Exposing crypto currencies as ponzi schemes and showing that they never had nor ever will have anything to do with money is an incredibly easy task to do. All one needs to do is to look at one simple concept -the concept of number. A number is defined as a mathematical object used to count, measure, or label things. Now, given this concept let us ask one simple question: What 'thing', is measured, counted, or labeled, with the number called bitcoin?
.... the rest you can watch in this short Youtube video:
https://youtu.be/gcNngl8fCUYAnd what is money? It only recognizes papers as a value. Why BTC can not be money. It's a contractual issue. Depends on demand and supply ...

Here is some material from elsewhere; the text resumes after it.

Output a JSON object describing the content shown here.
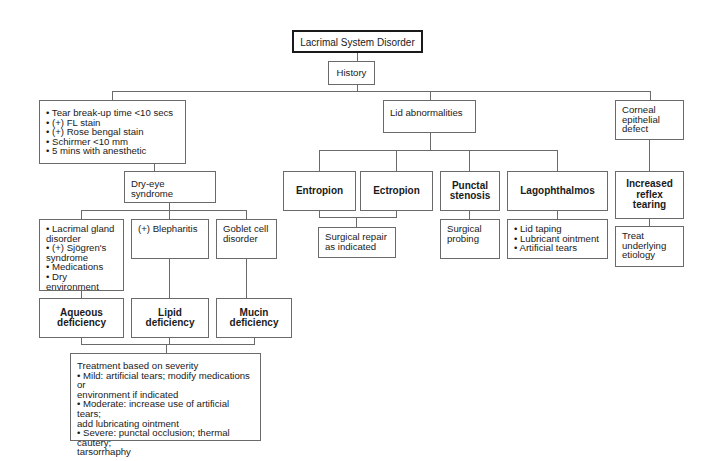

In a banking system all money comes from debt. So when new money, dollars for e.g., are created, in the same time, some individual, company, or organization became legally obligated to pay these dollars back. That's the nature of debt - it must be paid. In other words, every dollar that is currently in circulation, must eventually be returned to FED or commercial banks. That means that those who received dollar loans and put dollars into circulation are forced to get these dollars back by selling their goods or services to people who have dollars. Otherwise they will fail to make necessary loan payments and as a result they will be taken to court and the banks will seize their property.
So due to the fact that dollars come from debt and debt must be paid, people who have dollars do not have just a piece of paper with some numbers on it, but instead, they have legally enforceable rights to goods or services of people who received the loans. Dollar is therefore a property, which is by definition a resource with real or intrinsic value.Regarding cryptocurrencies, since they didn't originated from debt, nobody is legally obligated to use them to repay the debt, which is why cryptocurrency holders have nothing but mere numbers. And if a situation occurs where nobody wants to accept cryptocurrencies in exchange for goods and services, no legally enforceable right exist upon which they can get some kind of value out of them. Hence, all that these people have is hope and faith that someone will exchange their numbers for something useful.

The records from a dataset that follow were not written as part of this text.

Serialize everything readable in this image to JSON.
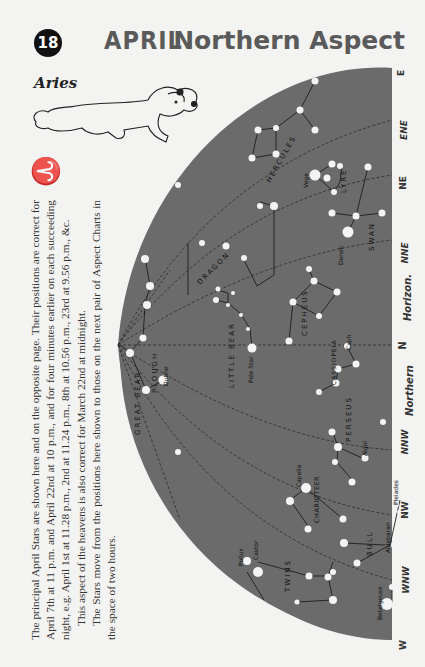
{
  "header": {
    "page_number": "18",
    "month": "APRIL",
    "title": "Northern Aspect"
  },
  "zodiac": {
    "name": "Aries",
    "symbol": "♈"
  },
  "description": {
    "paragraph1": "The principal April Stars are shown here and on the opposite page. Their positions are correct for April 7th at 11 p.m. and April 22nd at 10 p.m., and for four minutes earlier on each succeeding night, e.g. April 1st at 11.28 p.m., 2nd at 11.24 p.m., 8th at 10.56 p.m., 23rd at 9.56 p.m., &c.",
    "paragraph2": "This aspect of the heavens is also correct for March 22nd at midnight.",
    "paragraph3": "The Stars move from the positions here shown to those on the next pair of Aspect Charts in the space of two hours."
  },
  "compass": {
    "E": "E",
    "ENE": "ENE",
    "NE": "NE",
    "NNE": "NNE",
    "horizon": "Horizon.",
    "N": "N",
    "northern": "Northern",
    "NNW": "NNW",
    "NW": "NW",
    "WNW": "WNW",
    "W": "W"
  },
  "constellations": {
    "hercules": "HERCULES",
    "lyre": "LYRE",
    "swan": "SWAN",
    "dragon": "DRAGON",
    "great_bear": "GREAT BEAR",
    "plough": "PLOUGH",
    "little_bear": "LITTLE BEAR",
    "cepheus": "CEPHEUS",
    "cassiopeia": "CASSIOPEIA",
    "perseus": "PERSEUS",
    "charioteer": "CHARIOTEER",
    "bull": "BULL",
    "twins": "TWINS"
  },
  "stars": {
    "vega": "Vega",
    "deneb": "Deneb",
    "dubhe": "Dubhe",
    "pole_star": "Pole Star",
    "caph": "Caph",
    "algol": "Algol",
    "capella": "Capella",
    "aldebaran": "Aldebaran",
    "pleiades": "Pleiades",
    "pollux": "Pollux",
    "castor": "Castor",
    "betelgeuse": "Betelgeuse"
  },
  "colors": {
    "sky": "#6b6b6b",
    "page": "#f3f3f1",
    "heading": "#5a5a5a",
    "star": "#f4f4f4"
  }
}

that's all well and good. except the very same caveat applies to any currency. the very moment people decide to stop accepting it, legal tender or not they become just as meaningless. Even a gold standard currency can become worthless the minute those controlling it choose to stop releasing the gold.
If everything breaks down, then crypto is actually more survivalistic than any single "regular" currency. Yes, you don't have piles of printed paper to stuff a deposit box with, but that paper indicates something just as tangible and similarly fungible as cryptocurrencies do. ANY system collapses the moment people chose to stop accepting it as a system. that's not a discovery.